Privacy isn’t about hiding—it’s about control over your own data, your own life, and your own future.

The hard truth:

  • Data collectors don’t care who you are—they collect everything. If laws change, or you become notable, your past is already logged and available to be used against you.
  • “I have nothing to hide” becomes “I wish I had hidden that.” Your past purchases, social media comments, or medical data could one day be used against you.
  • Just because you don’t feel the urgency of privacy now doesn’t mean you shouldn’t be choosing privacy-focused products. Every choice you make funds a future—you’re either supporting companies that protect people or ones that normalize surveillance. Which future are you contributing to?
  • Anonymity only works if there’s a crowd. The more people use privacy tools, the safer we all become. Even if your own safety doesn’t feel like a concern right now, your choices help protect the most vulnerable members of society by strengthening the privacy ecosystem.

What to do:

  • Support privacy-friendly companies.
  • Normalize privacy tools in your circles. The more people use them, the less suspicious they seem.
  • Act now, not when it’s too late. Privacy matters before you need it.

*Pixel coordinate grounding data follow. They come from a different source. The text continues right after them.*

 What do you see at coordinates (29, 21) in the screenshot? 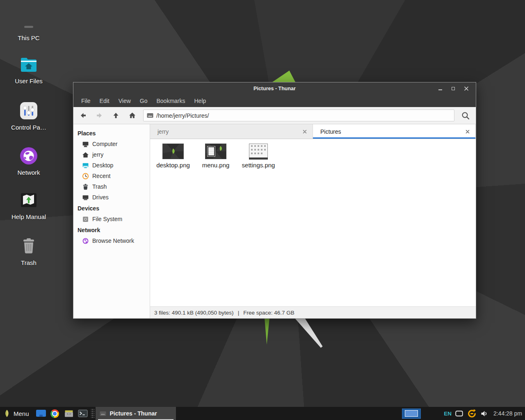
I see `pc-icon` at bounding box center [29, 21].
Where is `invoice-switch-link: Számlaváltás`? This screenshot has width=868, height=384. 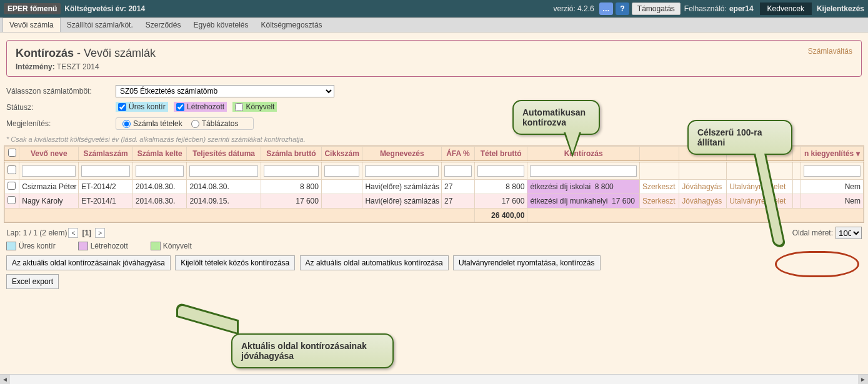 invoice-switch-link: Számlaváltás is located at coordinates (830, 51).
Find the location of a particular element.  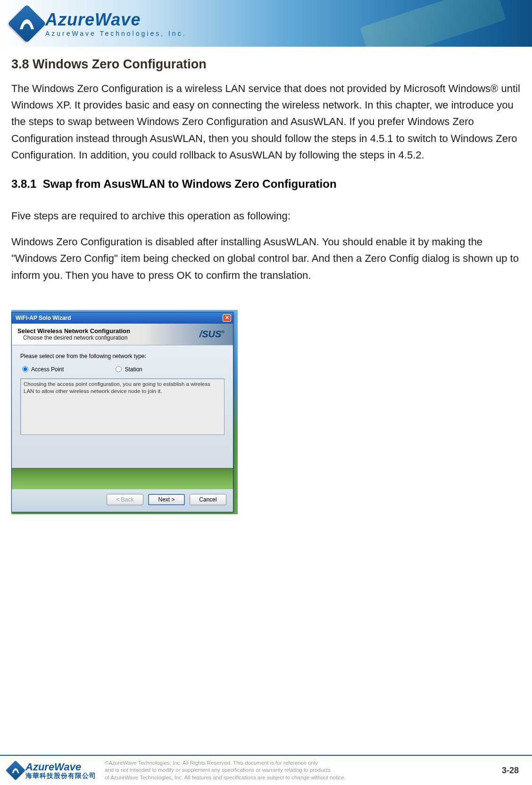

section-heading: 3.8 Windows Zero Configuration is located at coordinates (266, 64).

5. You’re never just a customer—you’re a product

Free services don’t serve you—they serve the people who pay for your data.

The hard truth:

  • When I first signed up for Gmail, I thought I was getting a free email account. In reality, I was handing over my private conversations for them to scan, profile, and sell.
  • Even paid services can sell your data. Many “premium” apps still track and monetize your activity.
  • AI assistants and smart devices extract data from you. Be intentional about the data you give them, knowing they are mining your information.

What to do:

  • Ask: “Who profits from my data?”
  • Use privacy-respecting alternatives.
  • Think twice before using free AI assistants that explicitly collect your data, or speaking near smart devices.

Final thoughts: The future isn’t written yet

Knowing what I know now, I’d tell my younger self this: you are not powerless. The tools you use, the services you fund, and the choices you make shape the world we all live in.

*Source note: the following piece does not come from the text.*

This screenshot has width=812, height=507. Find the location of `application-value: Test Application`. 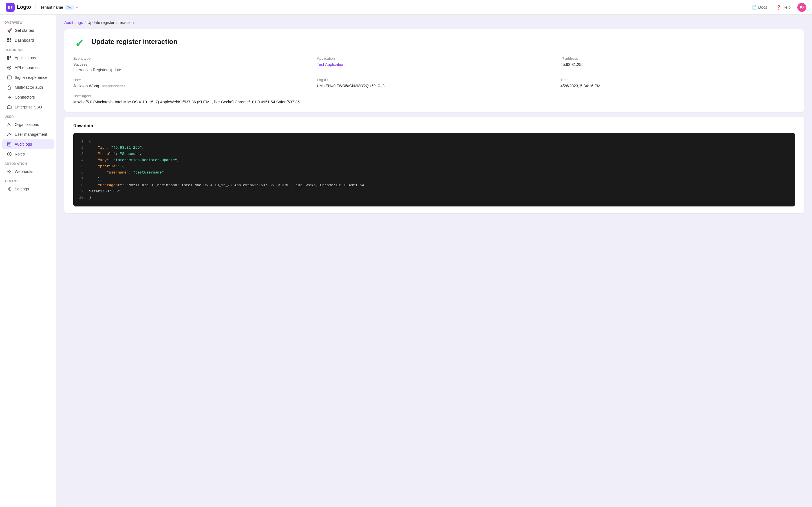

application-value: Test Application is located at coordinates (434, 64).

Take your first step toward reclaiming your privacy today. Because every action counts, and the future isn’t written yet.

 

Yours in privacy,
Naomi

Naomi Brockwell is a privacy advocacy and professional speaker, MC, interviewer, producer, podcaster, specialising in blockchain, cryptocurrency and economics. She runs the NBTV channel on Youtube.

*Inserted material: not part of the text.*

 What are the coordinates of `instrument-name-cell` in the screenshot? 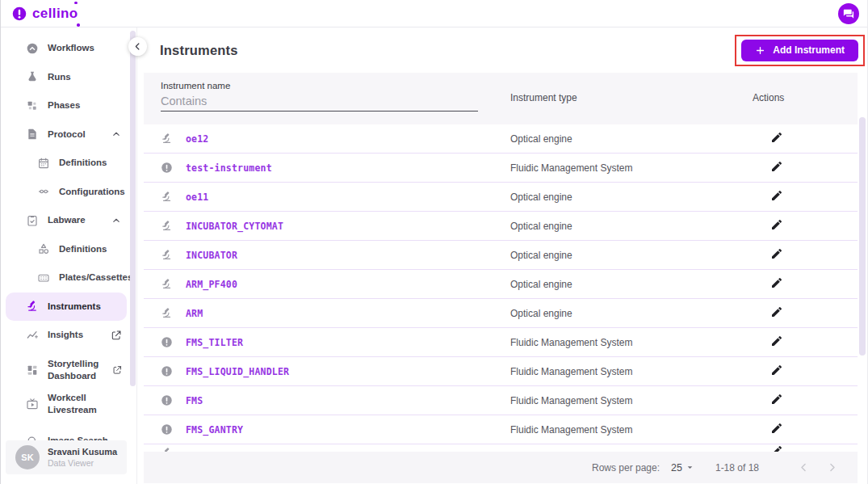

Swedish e-identification Freja goes global

Published 20 March 2025
– By Editorial Staff
Last year, Freja passed one million users.

Swedish e-ID Freja expands – offers international e-ID without the need for a Swedish personal identity number (personnummer).

Freja is a state-approved, mobile e-identification used for identification and developed in Sweden. The service offers both identification for private individuals, but also provides the opportunity for companies to obtain an organizational ID for their employees. Sweden is one of the countries where e-identification is most developed and Freja in particular has received a lot of requests.

– We clearly notice that many countries have now matured and are preparing to introduce e-identification according to the Nordic model, said Johan Henrikson, CEO of Freja eID Group, according to Dagens Infrastruktur last year.

Freja has now developed an international ID that is approved for users outside Sweden and for those without a Swedish personal identity number, they write in a blog post.

With the international e-ID, users get a Unique Personal Identifier (UPI) instead of a social security number and in total it is available in 167 countries.

Freja’s international eID is the only trust level 3 (LoA3) eID approved for users without a Swedish personal identity number.